Efficiency, then, isn’t about pushing the GPU harder. It’s about shaping learning so that every step counts. Essentially, fewer wasted updates, steadier gradients, and a model that learns with purpose.
Practical Guidelines for LoRA Fine-Tuning
When you begin fine-tuning with LoRA, start simple. Use Cross-Entropy first.
Cross entropy gives you a clean baseline and helps you understand how your model learns. But don’t stop at the final loss number. Watch how it moves, the small ups and downs reveal how stable your training really is.
If you see sharp swings in loss or gradients, add Label Smoothing. A small value, between 0.05 and 0.1, can make a big difference. It softens the edges of the target and lets your model stay calm when the data is noisy or when there are many valid answers.
For reasoning-heavy or long-context tasks, try Focal Loss. It pulls the model’s attention toward the harder parts of the sequence. This is useful when certain predictions dominate and others are ignored.
Keep a close eye on what the loss tells you, not just the metrics.
- Log the loss per token. It shows you where reasoning starts to slip.
- Visualize loss over time. A smooth curve often means steady learning.
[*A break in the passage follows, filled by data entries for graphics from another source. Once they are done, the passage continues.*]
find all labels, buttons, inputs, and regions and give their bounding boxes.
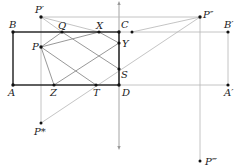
label-t: T [93, 87, 101, 98]
point-y [117, 41, 120, 44]
point-p-star [40, 122, 43, 125]
line-p1-x [41, 17, 99, 32]
label-p-triple-prime: P‴ [204, 156, 218, 167]
construction-lines [41, 17, 228, 161]
line-p-q [41, 32, 62, 47]
label-p: P [31, 41, 39, 52]
line-p-t [41, 47, 96, 85]
label-c: C [121, 19, 129, 30]
label-d: D [121, 87, 130, 98]
line-q-s [62, 32, 119, 69]
axis-arrow-down-icon [117, 146, 120, 150]
line-p-x [41, 32, 99, 47]
label-p-star: P* [33, 126, 46, 137]
point-b-prime [226, 30, 229, 33]
point-e [131, 31, 134, 34]
label-p-prime: P′ [34, 4, 45, 15]
points [11, 15, 229, 162]
point-p-double-prime [198, 15, 201, 18]
label-y: Y [122, 38, 130, 49]
path-lines [41, 32, 119, 85]
point-p [39, 45, 42, 48]
point-b [11, 30, 14, 33]
line-x-y [99, 32, 119, 43]
label-x: X [95, 20, 104, 31]
point-d [117, 83, 120, 86]
label-b-prime: B′ [223, 19, 234, 30]
label-p-double-prime: P″ [202, 9, 214, 20]
line-p-z [41, 47, 54, 85]
label-q: Q [58, 20, 66, 31]
label-s: S [121, 69, 128, 80]
label-b: B [8, 19, 16, 30]
point-c [117, 30, 120, 33]
line-p2-e [132, 17, 200, 32]
label-z: Z [49, 87, 58, 98]
label-a: A [7, 87, 15, 98]
reflection-diagram: B A C D P P′ P″ P‴ P* Q X Y S Z T B′ A′ [0, 0, 235, 168]
point-p-prime [39, 15, 42, 18]
label-a-prime: A′ [223, 87, 234, 98]
point-p-triple-prime [199, 160, 202, 163]
axis-arrow-up-icon [117, 1, 120, 5]
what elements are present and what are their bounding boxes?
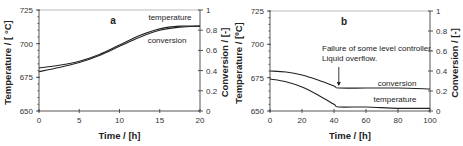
figure: 65067570072500.20.40.60.8105101520Time /… xyxy=(0,0,463,146)
chart-a: 65067570072500.20.40.60.8105101520Time /… xyxy=(2,6,230,141)
y-tick-label: 650 xyxy=(20,107,34,116)
x-tick-label: 15 xyxy=(155,116,164,125)
y2-axis-label: Conversion / [-] xyxy=(219,28,230,98)
chart-b: 65067570072500.20.40.60.81020406080100Ti… xyxy=(233,7,460,141)
x-tick-label: 20 xyxy=(196,116,205,125)
x-axis-label: Time / [h] xyxy=(98,130,140,141)
x-tick-label: 5 xyxy=(77,116,82,125)
x-tick-label: 60 xyxy=(362,116,371,125)
y2-tick-label: 0.6 xyxy=(436,47,448,56)
y-tick-label: 700 xyxy=(20,40,34,49)
y-axis-label: Temperature / [ºC] xyxy=(233,22,244,103)
panel-label: a xyxy=(110,15,116,26)
x-tick-label: 40 xyxy=(330,116,339,125)
x-tick-label: 10 xyxy=(115,116,124,125)
arrow-head-icon xyxy=(337,82,341,86)
y-tick-label: 650 xyxy=(251,107,265,116)
y-tick-label: 725 xyxy=(20,6,34,15)
y2-tick-label: 0 xyxy=(206,107,211,116)
series-label-conversion: conversion xyxy=(148,36,187,45)
x-tick-label: 0 xyxy=(268,116,273,125)
x-tick-label: 20 xyxy=(298,116,307,125)
y-tick-label: 700 xyxy=(251,40,265,49)
x-tick-label: 0 xyxy=(37,116,42,125)
y2-tick-label: 0.2 xyxy=(206,87,218,96)
y-tick-label: 675 xyxy=(251,74,265,83)
x-axis-label: Time / [h] xyxy=(329,130,371,141)
y2-axis-label: Conversion / [-] xyxy=(449,28,460,98)
annotation-text: Liquid overflow. xyxy=(322,54,377,63)
y-tick-label: 675 xyxy=(20,73,34,82)
x-tick-label: 80 xyxy=(394,116,403,125)
series-label-conversion: conversion xyxy=(378,79,417,88)
y2-tick-label: 1 xyxy=(436,7,441,16)
y2-tick-label: 0.4 xyxy=(206,67,218,76)
annotation-text: Failure of some level controller. xyxy=(322,44,433,53)
x-tick-label: 100 xyxy=(423,116,437,125)
y2-tick-label: 0.4 xyxy=(436,67,448,76)
y2-tick-label: 0 xyxy=(436,107,441,116)
y-tick-label: 725 xyxy=(251,7,265,16)
y2-tick-label: 0.8 xyxy=(436,27,448,36)
y2-tick-label: 0.6 xyxy=(206,46,218,55)
y2-tick-label: 1 xyxy=(206,6,211,15)
y2-tick-label: 0.2 xyxy=(436,87,448,96)
panel-label: b xyxy=(341,16,347,27)
series-label-temperature: temperature xyxy=(373,95,417,104)
y2-tick-label: 0.8 xyxy=(206,26,218,35)
y-axis-label: Temperature / [ °C] xyxy=(2,20,13,104)
series-label-temperature: temperature xyxy=(148,13,192,22)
Efficiency in fine-tuning isn’t about faster runs. It’s also about understanding what the model struggles with and adjusting the signal it listens to.
Closing
LoRA made fine-tuning affordable.
You’ve seen how small design choices — a gamma value in Focal Loss or a smoothing factor in Label Smoothing — can shift the entire graph of learning. These tweak enables the model to decide how it spend its effort. Moreover, how it balances confidence with curiosity.
Each fine-tuning run teaches you something different. You can cut parameters, use 4-bit weights, and run lighter adapters, but the signal your loss sends still defines the state of the model.
As someone building and sharing these tools, your goal isn’t to chase benchmarks.
- It’s to help others reason about their models as learning systems, not black boxes.
- It’s to make experimentation transparent, so choices like a loss function or hyperparameter become decisions, not defaults.
If you want to explore further, the full notebook and visualizations are available on Colab and Hugging Face.